The same anti‐poverty strategy has been followed by policymakers in the United States for decades: create more government programs and spend as much money as possible. The result has been little visible improvement in the lives of America’s poorest citizens. Instead of curing the disease, government policy based on transfer programs has focused on ameliorating the symptoms, and has largely failed to do even that.
“Over the years, I have come to believe that the issue is not as simple as some of my previous work may have portrayed it,” Tanner writes. “To the degree that I have previously portrayed poverty issues as government welfare versus pulling yourself up by your bootstraps, I was wrong. Any successful fight against poverty must deal with deeper issues, including those of race, gender, and class in America.” But instead of the usual progressive prescription for ever more spending on failed programs, he explores how bad laws and policies conspire to consign millions of Americans to a life of impoverishment.
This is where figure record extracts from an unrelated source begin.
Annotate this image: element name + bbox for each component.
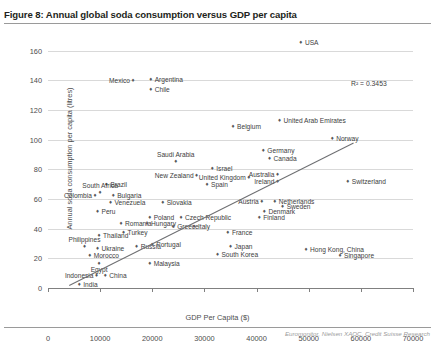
x-tick-mark: [413, 288, 414, 292]
data-point-label: Peru: [102, 208, 116, 215]
y-tick-label: 40: [12, 225, 42, 234]
data-point-label: Australia: [249, 171, 275, 178]
data-point: [131, 78, 135, 82]
data-point: [192, 224, 196, 228]
data-point: [257, 215, 261, 219]
data-point-label: Slovakia: [167, 199, 192, 206]
data-point-label: South Korea: [221, 251, 258, 258]
data-point: [161, 200, 165, 204]
data-point: [210, 166, 214, 170]
data-point: [148, 215, 152, 219]
data-point: [103, 273, 107, 277]
y-tick-label: 20: [12, 254, 42, 263]
gridline: [48, 51, 413, 52]
y-axis-title: Annual soda consumption per capita (litr…: [65, 34, 74, 284]
x-tick-label: 30000: [179, 334, 229, 342]
data-point: [278, 118, 282, 122]
data-point-label: Italy: [198, 223, 210, 230]
x-tick-mark: [152, 288, 153, 292]
x-tick-mark: [257, 288, 258, 292]
data-point-label: Mexico: [109, 77, 130, 84]
data-point-label: United Arab Emirates: [284, 117, 346, 124]
data-point-label: Turkey: [128, 229, 148, 236]
data-point: [97, 261, 101, 265]
data-point: [338, 253, 342, 257]
x-tick-label: 40000: [232, 334, 282, 342]
data-point: [268, 156, 272, 160]
gridline: [48, 199, 413, 200]
data-point-label: United Kingdom: [199, 174, 246, 181]
gridline: [48, 229, 413, 230]
data-point: [94, 273, 98, 277]
data-point: [299, 40, 303, 44]
data-point: [149, 77, 153, 81]
data-point-label: Malaysia: [154, 260, 180, 267]
data-point: [346, 179, 350, 183]
y-tick-label: 120: [12, 106, 42, 115]
data-point-label: Chile: [155, 86, 170, 93]
data-point: [171, 224, 175, 228]
data-point-label: France: [232, 229, 253, 236]
data-point: [145, 221, 149, 225]
data-point: [215, 252, 219, 256]
data-point-label: Israel: [216, 165, 232, 172]
data-point: [96, 209, 100, 213]
data-point: [229, 244, 233, 248]
x-tick-mark: [100, 288, 101, 292]
data-point-label: India: [83, 281, 97, 288]
data-point: [96, 246, 100, 250]
data-point-label: Spain: [211, 181, 228, 188]
data-point: [330, 136, 334, 140]
data-point: [205, 182, 209, 186]
x-tick-mark: [361, 288, 362, 292]
title-divider: [4, 23, 431, 24]
y-tick-label: 60: [12, 195, 42, 204]
data-point: [262, 209, 266, 213]
data-point: [226, 230, 230, 234]
y-tick-label: 160: [12, 47, 42, 56]
y-tick-label: 100: [12, 136, 42, 145]
footer-divider: [4, 327, 431, 328]
data-point: [179, 215, 183, 219]
x-tick-label: 10000: [75, 334, 125, 342]
figure-panel: Figure 8: Annual global soda consumption…: [0, 0, 435, 342]
data-point: [83, 244, 87, 248]
data-point: [77, 282, 81, 286]
x-tick-mark: [48, 288, 49, 292]
data-point-label: New Zealand: [155, 172, 194, 179]
data-point-label: Finland: [263, 214, 285, 221]
x-tick-mark: [204, 288, 205, 292]
data-point-label: Bulgaria: [117, 192, 141, 199]
data-point-label: Argentina: [155, 76, 183, 83]
data-point-label: Thailand: [103, 232, 128, 239]
scatter-plot-area: 020406080100120140160 010000200003000040…: [48, 36, 413, 288]
source-caption: Euromonitor, Nielsen XAOC, Credit Suisse…: [285, 330, 430, 337]
data-point-label: Singapore: [344, 252, 374, 259]
data-point-label: Japan: [235, 243, 253, 250]
data-point: [174, 159, 178, 163]
data-point: [304, 247, 308, 251]
x-tick-mark: [309, 288, 310, 292]
data-point-label: China: [109, 272, 126, 279]
data-point: [148, 261, 152, 265]
data-point-label: Norway: [336, 135, 358, 142]
data-point: [93, 193, 97, 197]
x-tick-label: 20000: [127, 334, 177, 342]
data-point: [109, 200, 113, 204]
x-tick-label: 0: [23, 334, 73, 342]
data-point: [88, 253, 92, 257]
data-point-label: Ukraine: [102, 245, 125, 252]
data-point-label: USA: [305, 39, 319, 46]
data-point-label: Saudi Arabia: [157, 151, 194, 158]
y-tick-label: 0: [12, 284, 42, 293]
gridline: [48, 110, 413, 111]
data-point-label: South Africa: [82, 182, 118, 189]
data-point: [231, 124, 235, 128]
data-point-label: Switzerland: [352, 178, 386, 185]
data-point: [149, 87, 153, 91]
data-point: [98, 190, 102, 194]
data-point-label: Morocco: [94, 252, 119, 259]
figure-title: Figure 8: Annual global soda consumption…: [4, 9, 297, 20]
x-axis-line: [48, 288, 413, 289]
y-tick-label: 140: [12, 76, 42, 85]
Tanner lays out a detailed road map to a better anti‐poverty agenda: curtailing the destructive war on drugs, reforming the criminal justice system, overhauling education to give more control and choice to parents, bringing down housing costs, demolishing barriers that keep the poor away from key financial services, and making economic growth more inclusive through efforts like occupational licensing reform.
The answer is not redistribution but rather eliminating the barriers government has erected that keep people trapped in the cycle of poverty. Instead of judging anti‐poverty efforts by their intentions, Tanner offers a framework to judge them by their results, while sharing a genuine compassion for the plight of those left behind by the current system.